I much prefer people who have been trained in drafting script, because they can do it just as fast as someone can write cursive (or they hybridise the two) and it's usually much easier to read :D

Date: 2010-08-18 03:04 pm (UTC)
From: [identity profile] schpahky.livejournal.com
Anyone could take shop or home ec, regardless of gender; but the reality is my home ec class had two boys, and shop had maybe one girl. She was doing totally rad punk rock stuff.

Driver ed was an after school class but I included it 'cause hey, it was taught AT school.

Date: 2010-08-18 03:05 pm (UTC)
From: [identity profile] arianhwyvar.livejournal.com
My middle school was like this too -- it was only grades 7-8, but in 7th grade everyone did a rotation that included home ec (cooking and sewing, but I didn't mark cooking because I only recall us using a stove to make candy), woodshop, metal shop, 2D fine art, and music; the last half-term you could choose one of those to go back to.

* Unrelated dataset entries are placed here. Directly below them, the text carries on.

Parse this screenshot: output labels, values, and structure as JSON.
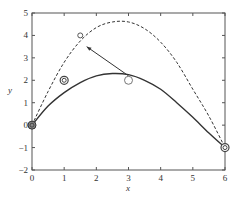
{
  "chart_data": {
    "type": "line",
    "title": "",
    "xlabel": "x",
    "ylabel": "y",
    "xlim": [
      0,
      6
    ],
    "ylim": [
      -2,
      5
    ],
    "xticks": [
      "0",
      "1",
      "2",
      "3",
      "4",
      "5",
      "6"
    ],
    "yticks": [
      "-2",
      "-1",
      "0",
      "1",
      "2",
      "3",
      "4",
      "5"
    ],
    "grid": false,
    "legend": null,
    "series": [
      {
        "name": "solid-curve",
        "style": "solid",
        "x": [
          0,
          0.5,
          1,
          1.5,
          2,
          2.5,
          3,
          3.5,
          4,
          4.5,
          5,
          5.5,
          6
        ],
        "y": [
          0,
          0.85,
          1.45,
          1.9,
          2.2,
          2.3,
          2.25,
          2.0,
          1.6,
          1.0,
          0.35,
          -0.35,
          -1
        ]
      },
      {
        "name": "dashed-curve",
        "style": "dashed",
        "x": [
          0,
          0.5,
          1,
          1.5,
          2,
          2.5,
          3,
          3.5,
          4,
          4.5,
          5,
          5.5,
          6
        ],
        "y": [
          0,
          1.5,
          2.8,
          3.75,
          4.35,
          4.6,
          4.6,
          4.3,
          3.7,
          2.8,
          1.6,
          0.4,
          -1
        ]
      }
    ],
    "markers": [
      {
        "x": 0,
        "y": 0,
        "shape": "circle-filled"
      },
      {
        "x": 1,
        "y": 2,
        "shape": "double-circle"
      },
      {
        "x": 1.5,
        "y": 4,
        "shape": "small-circle"
      },
      {
        "x": 3,
        "y": 2,
        "shape": "open-circle"
      },
      {
        "x": 6,
        "y": -1,
        "shape": "double-circle"
      }
    ],
    "annotations": [
      {
        "type": "arrow",
        "from": [
          3,
          2.2
        ],
        "to": [
          1.7,
          3.5
        ]
      }
    ]
  }
}
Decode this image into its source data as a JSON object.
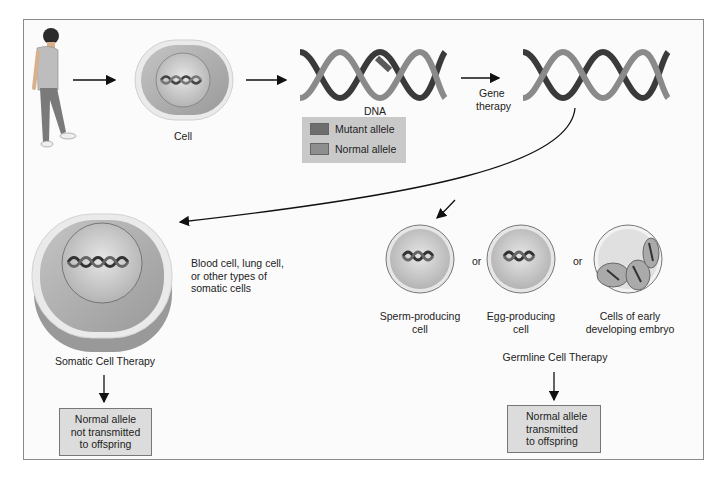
{
  "figure": {
    "labels": {
      "cell": "Cell",
      "dna": "DNA",
      "gene_therapy_line1": "Gene",
      "gene_therapy_line2": "therapy",
      "somatic_types_line1": "Blood cell, lung cell,",
      "somatic_types_line2": "or other types of",
      "somatic_types_line3": "somatic cells",
      "somatic_title": "Somatic Cell Therapy",
      "germline_title": "Germline Cell Therapy",
      "or1": "or",
      "or2": "or",
      "sperm_line1": "Sperm-producing",
      "sperm_line2": "cell",
      "egg_line1": "Egg-producing",
      "egg_line2": "cell",
      "embryo_line1": "Cells of early",
      "embryo_line2": "developing embryo"
    },
    "legend": {
      "items": [
        {
          "label": "Mutant allele",
          "color": "#6e6e6e"
        },
        {
          "label": "Normal allele",
          "color": "#8e8e8e"
        }
      ]
    },
    "outcomes": {
      "somatic_line1": "Normal allele",
      "somatic_line2": "not transmitted",
      "somatic_line3": "to offspring",
      "germline_line1": "Normal allele",
      "germline_line2": "transmitted",
      "germline_line3": "to offspring"
    }
  }
}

In 8th grade we could pick from art electives which included variants or advanced versions of all of those, but also included some new stuff: the woodshop teacher also taught silk screening, so I took several terms of that.

In my high school for me, too, things seemed to break down into more gendered lines in terms of what classes people chose to take, such classes being fully elective, but I seem to recall that the new stuff like drafting and photography had a mix of genders.

And cursive was taught in early-to-mid elementary school, and penmanship completely ignored after that.

Date: 2010-08-18 03:06 pm (UTC)
ext_90145: Radio Free Colorado (Default)
From: [identity profile] anterastilis.livejournal.com
We had home ec in Junior High - we had the choice between sewing, cooking, and woodshop (maybe more, it's been so long!) and we had to take two of the options. I took sewing and woodshop. Even though they weren't divided up by gender, I remember very few boys in the sewing class and very few girls in the shop class.

I took a typing elective in High School. My grandmother told me that "if you know how to type and how to wait tables, you can go anywhere!". I took that to heart and learned to type and waited tables all through high school. I have to say...both came in really handy. I never had a problem getting a serving position (after four years of experience in high school). Knowing how to type quickly and without having to look at the keyboard has made life much easier. I had friends in college that still typed by hunt-and-peck. I would type up their notes and papers for them for a buck a page or so.